The relationship — whether it was platonic or sexual is still not clear —ended acrimoniously, and now Sandra Bernhard says of Madonna: “That’s a woman who doesn’t have the vaguest idea who she is.”

But some gay relationships seem to be working. Both Michael Barrymore and Elton John have given interviews about their respective love lives, now that they’re all settled down with their respective Mr Rights. Michael Barrymore was splashed all over the front page of The Mirror. “My Gay Love. Shaun has made me happier than I’ve ever been. I wish I’d come out years ago,” screamed the headline.

Barrymore credits Shaun Davis with saving him from self-destruction. “Meeting him helped me sort myself out, made me see through all the confusion. He’s an honest, straight-down-the-line kind of guy with no side to him. He has been very strong and supportive.”

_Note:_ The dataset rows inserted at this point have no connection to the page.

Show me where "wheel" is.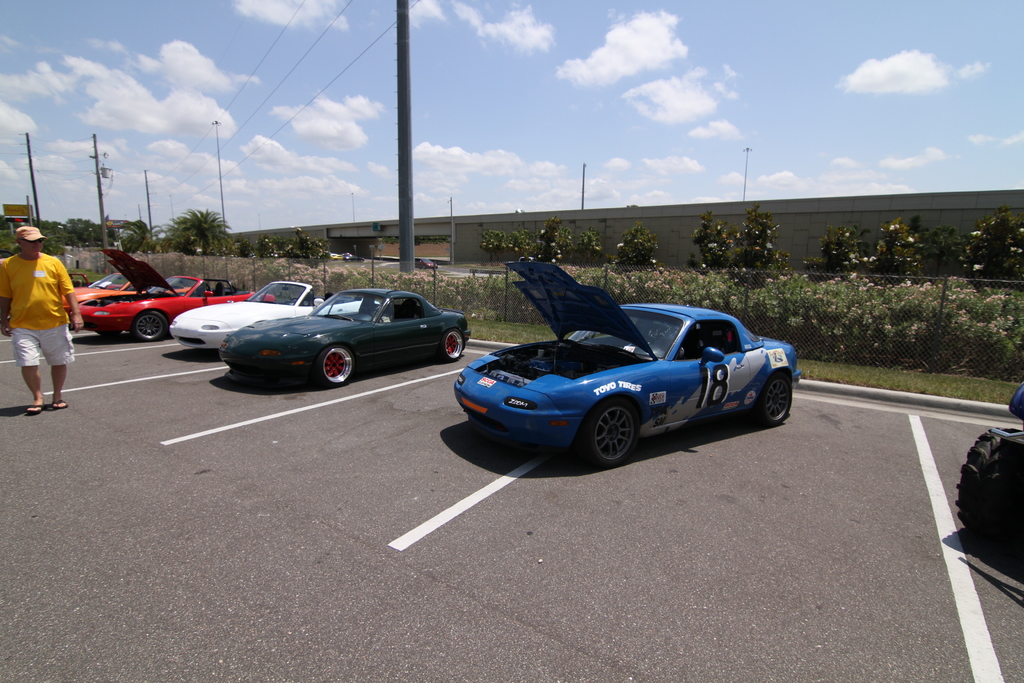
"wheel" is at 320 346 354 387.
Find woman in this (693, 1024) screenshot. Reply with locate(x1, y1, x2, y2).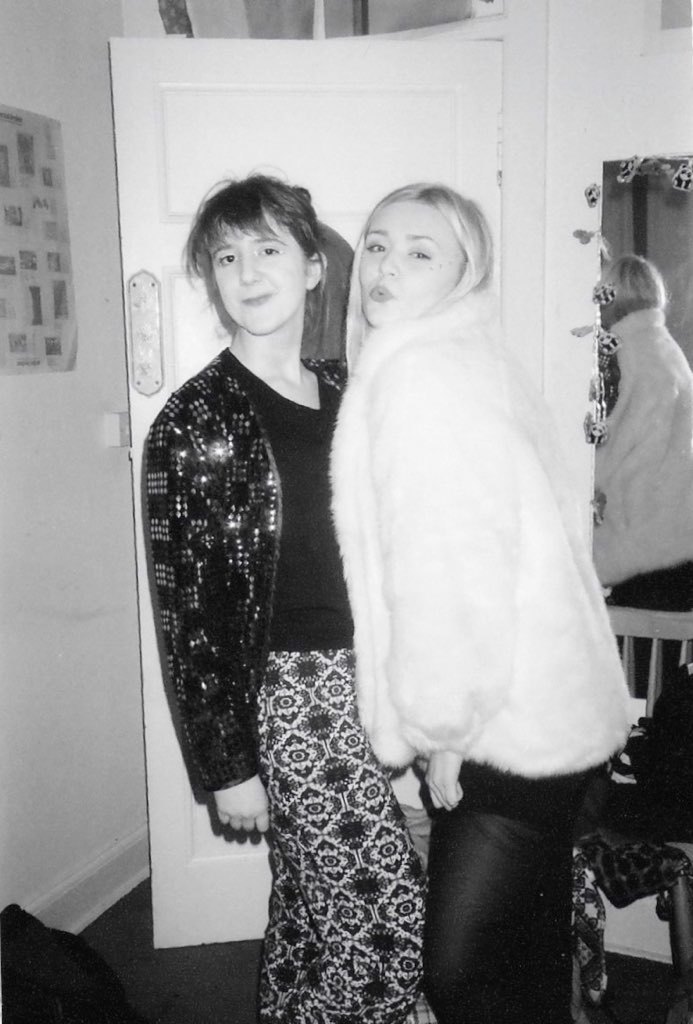
locate(131, 158, 439, 1023).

It’s a similar fairy tale for Elton John and David Furnish. In an interview with The Express, Sir Elton tells of “The man I love” — he and David have been together for five and a half years now and are still going strong. It was a touching interview, and the affection and esteem in which the two men hold each other came over loud and clear. “No one ever loved me as much as David,” says Elton. “No one ever gave me this kind of support and that’s the nicest thing I can say about him. He’s devoted to me and I’m devoted to him. It’s very hard for me sometimes — but he’s so loving towards me. It’s great.”

* * *

And finally, having started out with faked statistics aimed at demoralising us, let’s finish with more positive, and properly calculated, figures, in the form of a Mori poll of 1,003 people aged 18 and over, which was published in The Sunday Mirror on April 4th. In response to the statement “I would support my child if they told me they were homosexual”, 53 per cent of those polled “strongly agreed”, 29 per cent “tended to agree”, while 4 per cent “neither agreed nor disagreed”. Only 9 per cent definitely disagreed.

I wonder if Baroness Young is listening, and, if she is, whether she gives a toss?